Aging as a Conversation II |
Monday Jul 16 2007
By Elizabeth Russell
Bio
View the first post in this two-part series.
The conversation about age begins when we are born and continues throughout life. It may be written or spoken. It may come from our mothers (who heard it from their mothers) or it may come from people who have studied other people in order to make profound pronouncements. Whatever the source, it is all conversation. And labels are one element of the conversation—labels we give to everything, labels that carry weight and are endowed, over the years, with meaning such as young, old, immature, stodgy, etc.
Those who engage in the conversation don't make it up. It is a given, running through all the channels—parents, peers, school, television, advertising, public and private institutions. From this conversation we learn there are things we can do at five that we can't do when we are seven, responsibilities we have at 15 that we don't have at 10, privileges we acquire at 21 we don't have when we are 17.
Social norms define what we're supposed to do by certain ages, like starting school, getting married, beginning our careers, having children, retiring. Laws establish minimum age limits for entering the school system, for driving, drinking, voting, marrying or serving in the military. The conversation that labels periods of life with descriptive categories also defines behavior appropriate to those periods and sets up expectations, either explicit or implicit. Life seems to be about looking ahead to the next stage or looking back to the last, depending on where you are on the chronological spectrum.
One of the most destructive labels in the aging conversation is the word 'adolescence'. Webster defines it as the period from puberty to adulthood but doesn't tell us how to define adulthood, so the period of adolescence is vague and undefined. In developed countries, such as the United States, particularly in affluent families, youth sometimes linger in this ill-defined state of adolescence into their twenties.
Adolescence is a product of the 20th century. In 1900, only 13% of people between the ages of 14-17 were in school (according to the authors of Lifetrends); by 1995, that had risen to 95%. Yet, by 2004, the numbers had started declining again. We tend to think of the 1995 number in terms of a positive trend, but the state of our youth today calls that thinking into question. It may be that school isn't the best place for everybody between the ages of 14 and 17. Perhaps some of these youngsters would be better served by being apprenticed to a craftsman, a farmer, a shopkeeper or a businessperson.
In some countries, young people still have rites of passage that define this shift from childhood into adulthood. In Turkey, for example, the sunnet ritual involves circumcising a boy at the age of 11 or 12. The boy, in enduring the pain of this act, becomes a man. Boys in their mid-teens act as ticket-takers on buses, delivery persons for stores. Only a small percentage are in school. The majority have taken on the responsibilities of manhood. Some countries require a year or two of community/government service at the age of 18, thus contributing to the process of maturation.
For the most part we, as a society, engage in silent conversations that limit what is possible at any age. Conversation provides a set of preconceptions for nearly every stage of life and, though these preconceptions may not fit our experience of ourselves, they do affect how others relate to us. Unless we are aware, it is easy to allow ourselves to be diminished. This is particularly true for those we label 'adolescents'. Becoming aware of the conversation and the way it affects our thinking is the first step in altering our own position about aging. For those young people, this first step is vital to moving on.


• _Exercise directions_
If a record below holds a picture, leave the picture out and copy the rest exactly.

• _Records to use_
# # #

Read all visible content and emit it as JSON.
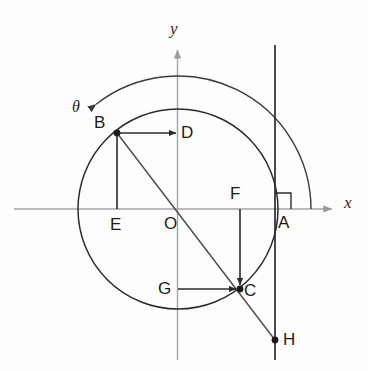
{
  "figure": {
    "type": "geometry-diagram",
    "background_color": "#fdfdfd",
    "stroke_color": "#2b2b2b",
    "axis_color": "#9a9a9a"
  },
  "axes": {
    "x_label": "x",
    "y_label": "y",
    "origin_label": "O",
    "x_axis": {
      "x1": 14,
      "y1": 209,
      "x2": 336,
      "y2": 209
    },
    "y_axis": {
      "x1": 177.5,
      "y1": 360,
      "x2": 177.5,
      "y2": 46
    },
    "x_label_pos": {
      "x": 344,
      "y": 200
    },
    "y_label_pos": {
      "x": 170,
      "y": 20
    },
    "origin_label_pos": {
      "x": 164,
      "y": 215
    }
  },
  "circle": {
    "center": {
      "x": 178,
      "y": 209
    },
    "radius": 100
  },
  "theta_arc": {
    "label": "θ",
    "label_pos": {
      "x": 72,
      "y": 99
    },
    "radius": 133,
    "start_angle_deg": 128,
    "end_angle_deg": 0,
    "arrow_at": "start"
  },
  "vertical_line": {
    "x": 275,
    "y_top": 45,
    "y_bottom": 360
  },
  "right_angle_marker": {
    "at": {
      "x": 275,
      "y": 209
    },
    "size": 16,
    "direction": "upper-right"
  },
  "points": [
    {
      "name": "B",
      "x": 117,
      "y": 133,
      "dot": true,
      "label": "B",
      "label_pos": {
        "x": 94,
        "y": 114
      }
    },
    {
      "name": "D",
      "x": 178,
      "y": 133,
      "dot": false,
      "label": "D",
      "label_pos": {
        "x": 181,
        "y": 124
      }
    },
    {
      "name": "E",
      "x": 117,
      "y": 209,
      "dot": false,
      "label": "E",
      "label_pos": {
        "x": 110,
        "y": 216
      }
    },
    {
      "name": "F",
      "x": 240,
      "y": 209,
      "dot": false,
      "label": "F",
      "label_pos": {
        "x": 230,
        "y": 185
      }
    },
    {
      "name": "G",
      "x": 178,
      "y": 289,
      "dot": false,
      "label": "G",
      "label_pos": {
        "x": 158,
        "y": 280
      }
    },
    {
      "name": "C",
      "x": 240,
      "y": 289,
      "dot": true,
      "label": "C",
      "label_pos": {
        "x": 244,
        "y": 282
      }
    },
    {
      "name": "A",
      "x": 275,
      "y": 209,
      "dot": false,
      "label": "A",
      "label_pos": {
        "x": 278,
        "y": 214
      }
    },
    {
      "name": "H",
      "x": 275,
      "y": 340,
      "dot": true,
      "label": "H",
      "label_pos": {
        "x": 283,
        "y": 331
      }
    }
  ],
  "segments": [
    {
      "name": "B-to-D",
      "from": {
        "x": 120,
        "y": 133
      },
      "to": {
        "x": 177,
        "y": 133
      },
      "arrow": true
    },
    {
      "name": "B-to-E",
      "from": {
        "x": 117,
        "y": 136
      },
      "to": {
        "x": 117,
        "y": 209
      },
      "arrow": false
    },
    {
      "name": "G-to-C",
      "from": {
        "x": 178,
        "y": 289
      },
      "to": {
        "x": 237,
        "y": 289
      },
      "arrow": true
    },
    {
      "name": "F-to-C",
      "from": {
        "x": 240,
        "y": 209
      },
      "to": {
        "x": 240,
        "y": 286
      },
      "arrow": true
    },
    {
      "name": "B-to-H-diagonal",
      "from": {
        "x": 117,
        "y": 133
      },
      "to": {
        "x": 275,
        "y": 340
      },
      "arrow": false
    }
  ]
}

# # #

• _Response to this exercise_
Read all visible content and emit it as JSON.
{
  "figure": {
    "type": "geometry-diagram",
    "background_color": "#fdfdfd",
    "stroke_color": "#2b2b2b",
    "axis_color": "#9a9a9a"
  },
  "axes": {
    "x_label": "x",
    "y_label": "y",
    "origin_label": "O",
    "x_axis": {
      "x1": 14,
      "y1": 209,
      "x2": 336,
      "y2": 209
    },
    "y_axis": {
      "x1": 177.5,
      "y1": 360,
      "x2": 177.5,
      "y2": 46
    },
    "x_label_pos": {
      "x": 344,
      "y": 200
    },
    "y_label_pos": {
      "x": 170,
      "y": 20
    },
    "origin_label_pos": {
      "x": 164,
      "y": 215
    }
  },
  "circle": {
    "center": {
      "x": 178,
      "y": 209
    },
    "radius": 100
  },
  "theta_arc": {
    "label": "θ",
    "label_pos": {
      "x": 72,
      "y": 99
    },
    "radius": 133,
    "start_angle_deg": 128,
    "end_angle_deg": 0,
    "arrow_at": "start"
  },
  "vertical_line": {
    "x": 275,
    "y_top": 45,
    "y_bottom": 360
  },
  "right_angle_marker": {
    "at": {
      "x": 275,
      "y": 209
    },
    "size": 16,
    "direction": "upper-right"
  },
  "points": [
    {
      "name": "B",
      "x": 117,
      "y": 133,
      "dot": true,
      "label": "B",
      "label_pos": {
        "x": 94,
        "y": 114
      }
    },
    {
      "name": "D",
      "x": 178,
      "y": 133,
      "dot": false,
      "label": "D",
      "label_pos": {
        "x": 181,
        "y": 124
      }
    },
    {
      "name": "E",
      "x": 117,
      "y": 209,
      "dot": false,
      "label": "E",
      "label_pos": {
        "x": 110,
        "y": 216
      }
    },
    {
      "name": "F",
      "x": 240,
      "y": 209,
      "dot": false,
      "label": "F",
      "label_pos": {
        "x": 230,
        "y": 185
      }
    },
    {
      "name": "G",
      "x": 178,
      "y": 289,
      "dot": false,
      "label": "G",
      "label_pos": {
        "x": 158,
        "y": 280
      }
    },
    {
      "name": "C",
      "x": 240,
      "y": 289,
      "dot": true,
      "label": "C",
      "label_pos": {
        "x": 244,
        "y": 282
      }
    },
    {
      "name": "A",
      "x": 275,
      "y": 209,
      "dot": false,
      "label": "A",
      "label_pos": {
        "x": 278,
        "y": 214
      }
    },
    {
      "name": "H",
      "x": 275,
      "y": 340,
      "dot": true,
      "label": "H",
      "label_pos": {
        "x": 283,
        "y": 331
      }
    }
  ],
  "segments": [
    {
      "name": "B-to-D",
      "from": {
        "x": 120,
        "y": 133
      },
      "to": {
        "x": 177,
        "y": 133
      },
      "arrow": true
    },
    {
      "name": "B-to-E",
      "from": {
        "x": 117,
        "y": 136
      },
      "to": {
        "x": 117,
        "y": 209
      },
      "arrow": false
    },
    {
      "name": "G-to-C",
      "from": {
        "x": 178,
        "y": 289
      },
      "to": {
        "x": 237,
        "y": 289
      },
      "arrow": true
    },
    {
      "name": "F-to-C",
      "from": {
        "x": 240,
        "y": 209
      },
      "to": {
        "x": 240,
        "y": 286
      },
      "arrow": true
    },
    {
      "name": "B-to-H-diagonal",
      "from": {
        "x": 117,
        "y": 133
      },
      "to": {
        "x": 275,
        "y": 340
      },
      "arrow": false
    }
  ]
}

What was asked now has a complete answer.